Good to know, Birna ! Thanks.
To be honest, I didn't know they were 2 different mounts.
The internal S-mount for the 5cm/50mm normal lenses was a heritage from the Contax camera. This allowed the lenses to be very compact as they had no helicoid of their own. You focused them using the internal helicoid of the camera. For shorter or longer focal lengths there was an external S-mount.
Here are examples of two Nikkor normal lenses 5cm f/1.4 (late '50s) and the reborn 50mm f/1.4 Millennium (a refined version of the 'Olympic' model from 1964), plus the Voiugtländer 50mm f/1.5 Nokton (ca 2000). The latter uses the external mount and thus has its own helicoid for focussing.

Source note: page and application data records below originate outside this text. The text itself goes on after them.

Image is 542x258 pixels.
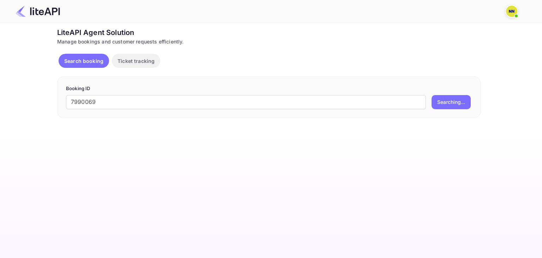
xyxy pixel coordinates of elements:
p: Booking ID [66,85,472,92]
input: Enter Booking ID (e.g., 63782194) [66,95,426,109]
p: Search booking [64,57,103,65]
div: LiteAPI Agent Solution [57,27,481,38]
img: LiteAPI Logo [16,6,60,17]
img: N/A N/A [506,6,518,17]
p: Ticket tracking [118,57,155,65]
button: Searching... [432,95,471,109]
div: Manage bookings and customer requests efficiently. [57,38,481,45]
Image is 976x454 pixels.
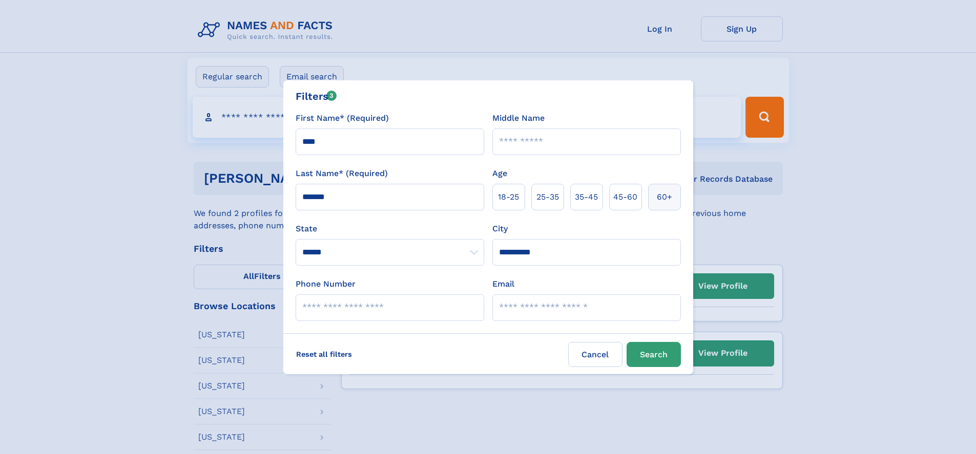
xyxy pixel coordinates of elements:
span: 18‑25 [498,191,519,203]
label: Cancel [568,342,622,367]
button: Search [626,342,681,367]
label: Middle Name [492,112,544,124]
span: 35‑45 [575,191,598,203]
span: 25‑35 [536,191,559,203]
label: City [492,223,507,235]
label: State [295,223,484,235]
span: 45‑60 [613,191,637,203]
label: Phone Number [295,278,355,290]
label: Email [492,278,514,290]
label: Reset all filters [289,342,358,367]
label: First Name* (Required) [295,112,389,124]
span: 60+ [656,191,672,203]
label: Age [492,167,507,180]
div: Filters [295,89,337,104]
label: Last Name* (Required) [295,167,388,180]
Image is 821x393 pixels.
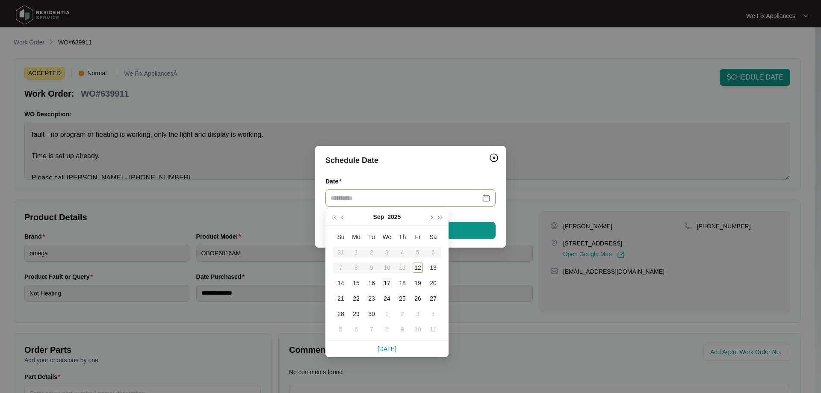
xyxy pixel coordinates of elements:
div: 2 [397,309,407,319]
td: 2025-09-23 [364,291,379,306]
td: 2025-09-20 [425,275,441,291]
div: 19 [413,278,423,288]
div: 18 [397,278,407,288]
td: 2025-10-04 [425,306,441,321]
div: 23 [366,293,377,304]
td: 2025-09-25 [395,291,410,306]
td: 2025-09-15 [348,275,364,291]
td: 2025-09-22 [348,291,364,306]
div: 16 [366,278,377,288]
a: [DATE] [378,345,396,352]
th: Tu [364,229,379,245]
div: 29 [351,309,361,319]
div: 6 [351,324,361,334]
th: We [379,229,395,245]
div: 28 [336,309,346,319]
div: 17 [382,278,392,288]
button: Close [487,151,501,165]
td: 2025-09-12 [410,260,425,275]
td: 2025-09-30 [364,306,379,321]
td: 2025-10-06 [348,321,364,337]
td: 2025-10-05 [333,321,348,337]
td: 2025-10-11 [425,321,441,337]
div: 8 [382,324,392,334]
div: Schedule Date [325,154,496,166]
div: 22 [351,293,361,304]
td: 2025-09-17 [379,275,395,291]
div: 21 [336,293,346,304]
input: Date [330,193,480,203]
div: 14 [336,278,346,288]
div: 25 [397,293,407,304]
td: 2025-10-08 [379,321,395,337]
div: 7 [366,324,377,334]
div: 3 [413,309,423,319]
td: 2025-10-07 [364,321,379,337]
label: Date [325,177,345,186]
div: 10 [413,324,423,334]
td: 2025-10-03 [410,306,425,321]
th: Mo [348,229,364,245]
td: 2025-10-10 [410,321,425,337]
td: 2025-09-19 [410,275,425,291]
button: 2025 [387,208,401,225]
div: 30 [366,309,377,319]
div: 24 [382,293,392,304]
div: 9 [397,324,407,334]
td: 2025-09-26 [410,291,425,306]
td: 2025-09-14 [333,275,348,291]
th: Th [395,229,410,245]
div: 13 [428,263,438,273]
td: 2025-10-09 [395,321,410,337]
td: 2025-09-28 [333,306,348,321]
div: 20 [428,278,438,288]
div: 27 [428,293,438,304]
div: 15 [351,278,361,288]
th: Sa [425,229,441,245]
td: 2025-09-29 [348,306,364,321]
img: closeCircle [489,153,499,163]
th: Su [333,229,348,245]
td: 2025-09-27 [425,291,441,306]
div: 5 [336,324,346,334]
td: 2025-09-21 [333,291,348,306]
div: 26 [413,293,423,304]
div: 1 [382,309,392,319]
th: Fr [410,229,425,245]
button: Sep [373,208,384,225]
td: 2025-10-01 [379,306,395,321]
div: 12 [413,263,423,273]
div: 11 [428,324,438,334]
div: 4 [428,309,438,319]
td: 2025-09-16 [364,275,379,291]
td: 2025-09-13 [425,260,441,275]
td: 2025-09-24 [379,291,395,306]
td: 2025-09-18 [395,275,410,291]
td: 2025-10-02 [395,306,410,321]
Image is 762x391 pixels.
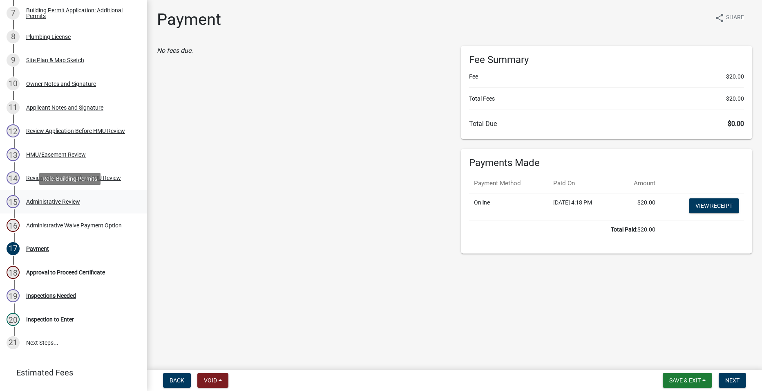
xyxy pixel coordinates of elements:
[26,7,134,19] div: Building Permit Application: Additional Permits
[469,54,745,66] h6: Fee Summary
[26,246,49,251] div: Payment
[7,289,20,302] div: 19
[726,13,744,23] span: Share
[26,269,105,275] div: Approval to Proceed Certificate
[26,152,86,157] div: HMU/Easement Review
[726,94,744,103] span: $20.00
[7,171,20,184] div: 14
[39,173,101,185] div: Role: Building Permits
[469,94,745,103] li: Total Fees
[469,220,661,239] td: $20.00
[157,10,221,29] h1: Payment
[7,219,20,232] div: 16
[7,364,134,381] a: Estimated Fees
[7,313,20,326] div: 20
[719,373,746,387] button: Next
[469,72,745,81] li: Fee
[715,13,725,23] i: share
[7,242,20,255] div: 17
[157,47,193,54] i: No fees due.
[26,316,74,322] div: Inspection to Enter
[7,336,20,349] div: 21
[26,293,76,298] div: Inspections Needed
[26,128,125,134] div: Review Application Before HMU Review
[726,377,740,383] span: Next
[26,199,80,204] div: Administative Review
[26,57,84,63] div: Site Plan & Map Sketch
[170,377,184,383] span: Back
[469,120,745,128] h6: Total Due
[26,105,103,110] div: Applicant Notes and Signature
[611,226,638,233] b: Total Paid:
[7,148,20,161] div: 13
[7,30,20,43] div: 8
[616,174,661,193] th: Amount
[7,54,20,67] div: 9
[7,124,20,137] div: 12
[26,34,71,40] div: Plumbing License
[7,77,20,90] div: 10
[469,174,549,193] th: Payment Method
[26,81,96,87] div: Owner Notes and Signature
[549,193,616,220] td: [DATE] 4:18 PM
[663,373,712,387] button: Save & Exit
[670,377,701,383] span: Save & Exit
[689,198,739,213] a: View receipt
[7,195,20,208] div: 15
[726,72,744,81] span: $20.00
[549,174,616,193] th: Paid On
[26,175,121,181] div: Review Application After HMU Review
[469,193,549,220] td: Online
[7,7,20,20] div: 7
[728,120,744,128] span: $0.00
[708,10,751,26] button: shareShare
[616,193,661,220] td: $20.00
[26,222,122,228] div: Administrative Waive Payment Option
[469,157,745,169] h6: Payments Made
[163,373,191,387] button: Back
[7,101,20,114] div: 11
[7,266,20,279] div: 18
[197,373,228,387] button: Void
[204,377,217,383] span: Void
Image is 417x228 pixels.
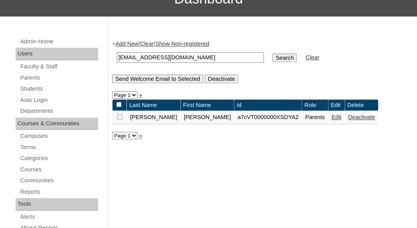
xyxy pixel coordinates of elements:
[116,41,139,47] a: Add New
[302,100,328,111] td: Role
[345,100,378,111] td: Delete
[234,111,302,124] td: a7cVT0000000XSDYA2
[234,100,302,111] td: Id
[348,114,375,120] a: Deactivate
[127,100,181,111] td: Last Name
[20,212,98,222] a: Alerts
[156,41,209,47] a: Show Non-registered
[20,131,98,141] a: Campuses
[20,106,98,116] a: Departments
[20,165,98,175] a: Courses
[20,176,98,186] a: Communities
[306,54,319,61] a: Clear
[16,48,98,60] div: Users
[20,84,98,94] a: Students
[20,154,98,163] a: Categories
[112,40,410,83] div: + | |
[20,62,98,72] a: Faculty & Staff
[112,75,203,83] input: Send Welcome Email to Selected
[20,143,98,152] a: Terms
[20,95,98,105] a: Auto Login
[16,118,98,130] div: Courses & Communities
[181,111,234,124] td: [PERSON_NAME]
[127,111,181,124] td: [PERSON_NAME]
[205,75,238,83] input: Deactivate
[20,73,98,83] a: Parents
[117,52,264,63] input: Search
[273,54,297,62] input: Search
[329,100,345,111] td: Edit
[20,37,98,47] a: Admin Home
[332,114,342,120] a: Edit
[139,92,142,98] a: »
[20,187,98,197] a: Reports
[139,132,142,139] a: »
[140,41,154,47] a: Clear
[181,100,234,111] td: First Name
[16,198,98,211] div: Tools
[302,111,328,124] td: Parents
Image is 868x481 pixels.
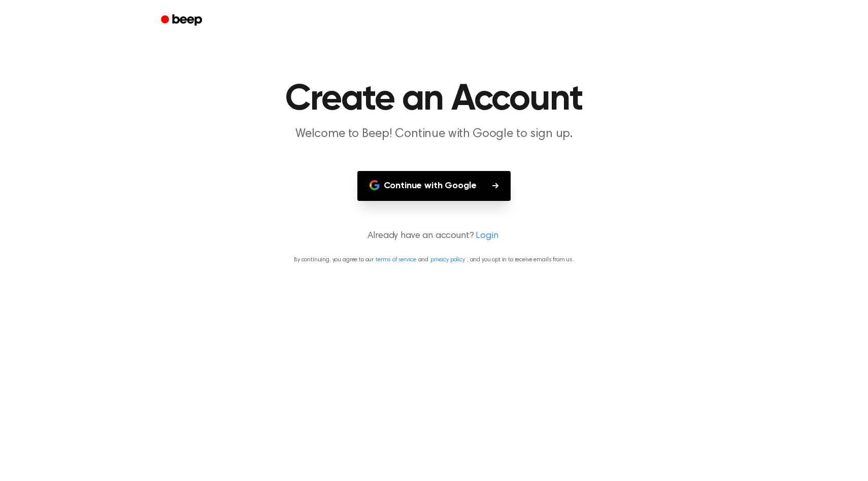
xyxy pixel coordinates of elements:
[430,257,465,263] a: privacy policy
[358,171,511,201] button: Continue with Google
[239,126,629,142] p: Welcome to Beep! Continue with Google to sign up.
[12,255,856,265] p: By continuing, you agree to our and , and you opt in to receive emails from us.
[12,229,856,243] p: Already have an account?
[154,11,211,31] a: Beep
[174,81,694,118] h1: Create an Account
[376,257,416,263] a: terms of service
[476,229,498,243] a: Login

The adapter for Nikkor-S (external) to Z can be found easily, although not all have the accuracy to bring the lens to infinity. The focusing adapters are quite rare yet do exist. One shown here is actually a makeshift one purchased from eBay and turned out to be a clever hybrid between a Leica L-Nikon Z and a hacked helicoid probably from a Russian clone of the Contax. The other is my own remake of the Amadeo focussing mount for Nikkor rangefinder normals to Sony E, which I managed to recast with a factory Z bayonet to be Nikkor S to Z. I reserve it for the 50mm Millennium Nikkor.